By
on November 30, 2012 at 11:00 AM
Jersey City’s school elections are
moving from April to November next year, thanks to a nearly unanimous vote by
the City Council Wednesday night.
Voters overwhelmingly approved a nonbinding referendum earlier
this month approving the change, a ballot initiative the council had intended
to use as a guide to determine whether the community was OK with the switch.
Ward E Councilman Steve Fulop championed the move, saying it will
save taxpayers about $200,000 a year and increase voter turnout. Voters this
November, who approved the change 73 percent to 27 percent, “spoke loud and
clear,” Fulop said last night.
In Hudson County, Guttenberg, Hoboken and Kearny have moved
their school elections to November.
The council approved the change 7-1, with Councilwoman at large
Viola Richardson voting “no.” Richardson said she is concerned that voters
didn’t know that once school elections are moved to November, school budgets
that don’t have tax increases above the 2 percent tax-levy cap won’t have to be
approved by voters.
“I think that perhaps people didn’t really understand, and I
didn’t really understand what it would mean,” she said.

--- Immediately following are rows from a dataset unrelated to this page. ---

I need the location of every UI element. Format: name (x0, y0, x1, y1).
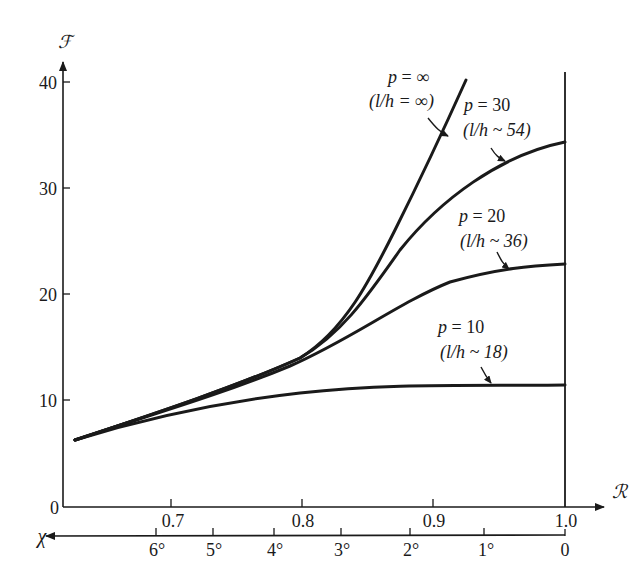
label-p30: p = 30 (462, 95, 510, 115)
curve-p30 (75, 142, 565, 440)
label-p20: p = 20 (457, 206, 505, 226)
chi-tick-label: 1° (478, 540, 494, 560)
chi-tick-label: 3° (334, 540, 350, 560)
y-axis-label: ℱ (58, 32, 75, 52)
label-p20-lh: (l/h ~ 36) (460, 231, 528, 252)
x-tick-label: 0.8 (292, 511, 315, 531)
chi-tick-label: 6° (149, 540, 165, 560)
label-p-inf-lh: (l/h = ∞) (369, 91, 434, 112)
y-axis: ℱ 40 30 20 10 0 (39, 32, 75, 518)
chi-axis-label: χ (36, 525, 48, 548)
chi-tick-label: 0 (561, 540, 570, 560)
label-p10-lh: (l/h ~ 18) (440, 342, 508, 363)
x-tick-label: 0.7 (162, 511, 185, 531)
y-tick-label: 40 (39, 73, 57, 93)
chart: ℱ 40 30 20 10 0 0.7 0.8 0.9 1.0 ℛ χ 6° 5… (0, 0, 642, 587)
curve-p10 (75, 385, 565, 440)
x-axis-label: ℛ (612, 481, 629, 502)
y-tick-label: 20 (39, 285, 57, 305)
y-tick-label: 0 (50, 498, 59, 518)
y-tick-label: 30 (39, 179, 57, 199)
x-axis: 0.7 0.8 0.9 1.0 ℛ (63, 481, 629, 531)
label-p-inf: p = ∞ (386, 67, 429, 87)
chi-tick-label: 4° (267, 540, 283, 560)
label-p30-lh: (l/h ~ 54) (463, 120, 531, 141)
chi-tick-label: 2° (403, 540, 419, 560)
label-p10: p = 10 (436, 317, 484, 337)
x-tick-label: 1.0 (555, 511, 578, 531)
y-tick-label: 10 (39, 391, 57, 411)
x-tick-label: 0.9 (423, 511, 446, 531)
chi-tick-label: 5° (206, 540, 222, 560)
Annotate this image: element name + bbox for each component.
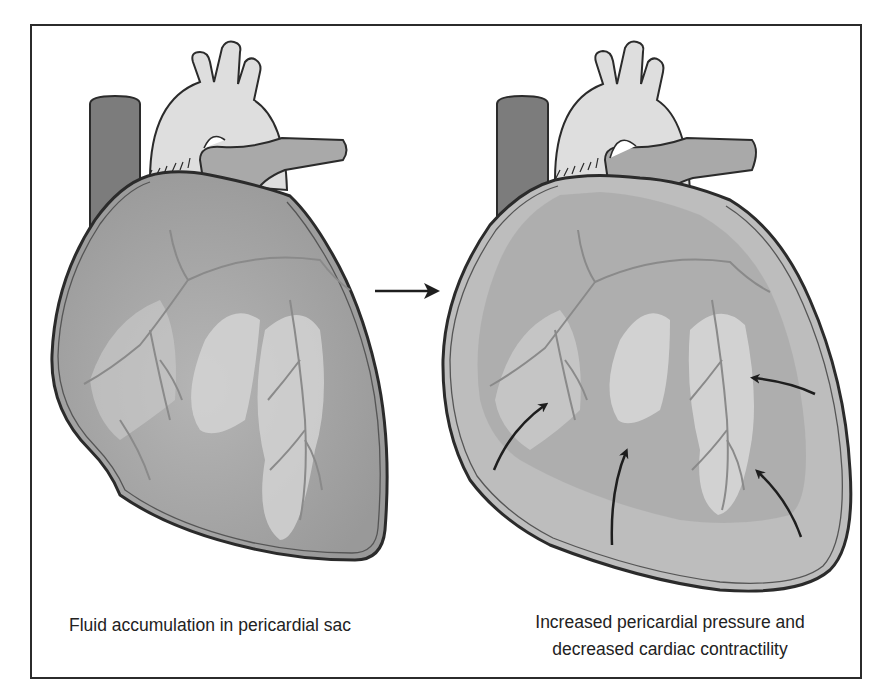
caption-right-line-2: decreased cardiac contractility	[505, 636, 835, 663]
heart-left-illustration	[52, 42, 387, 560]
heart-right-illustration	[443, 42, 851, 592]
caption-left: Fluid accumulation in pericardial sac	[60, 612, 360, 639]
diagram-svg	[0, 0, 892, 697]
caption-right: Increased pericardial pressure and decre…	[505, 609, 835, 663]
caption-right-line-1: Increased pericardial pressure and	[505, 609, 835, 636]
diagram-figure: Fluid accumulation in pericardial sac In…	[0, 0, 892, 697]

Fulop said it’s “presumptuous” to think that the 24,000 voters
who cast their ballots in favor of the change didn’t know the consequences of
the decision.
The Jersey City council’s decision essentially increases the
length of the terms of four sitting school board members, Carol Lester, Gerald
Lyons, Angel Valentin and Sterling Waterman, whose terms were set to expire
next April.
Some 468 school districts in the state have moved their school
elections to November, according to the New Jersey School Boards Association.
Gov. Chris Christie signed a bill into law last year that permits school
boards, voters or municipal councils to make the switch.
NJSBA spokesman Mike Yaple said schools boards that have OK’d
the move were attracted by the idea of “budget stability.”
School districts with elections in November do not have to seek
voter approval for budgets unless they come with an increase over 2 percent. In
that instance, voters are faced with approving or voting down just the tax
increase, according to Yaple.
This November, three school districts asked voters to approve
tax increases. Two of those districts succeeded.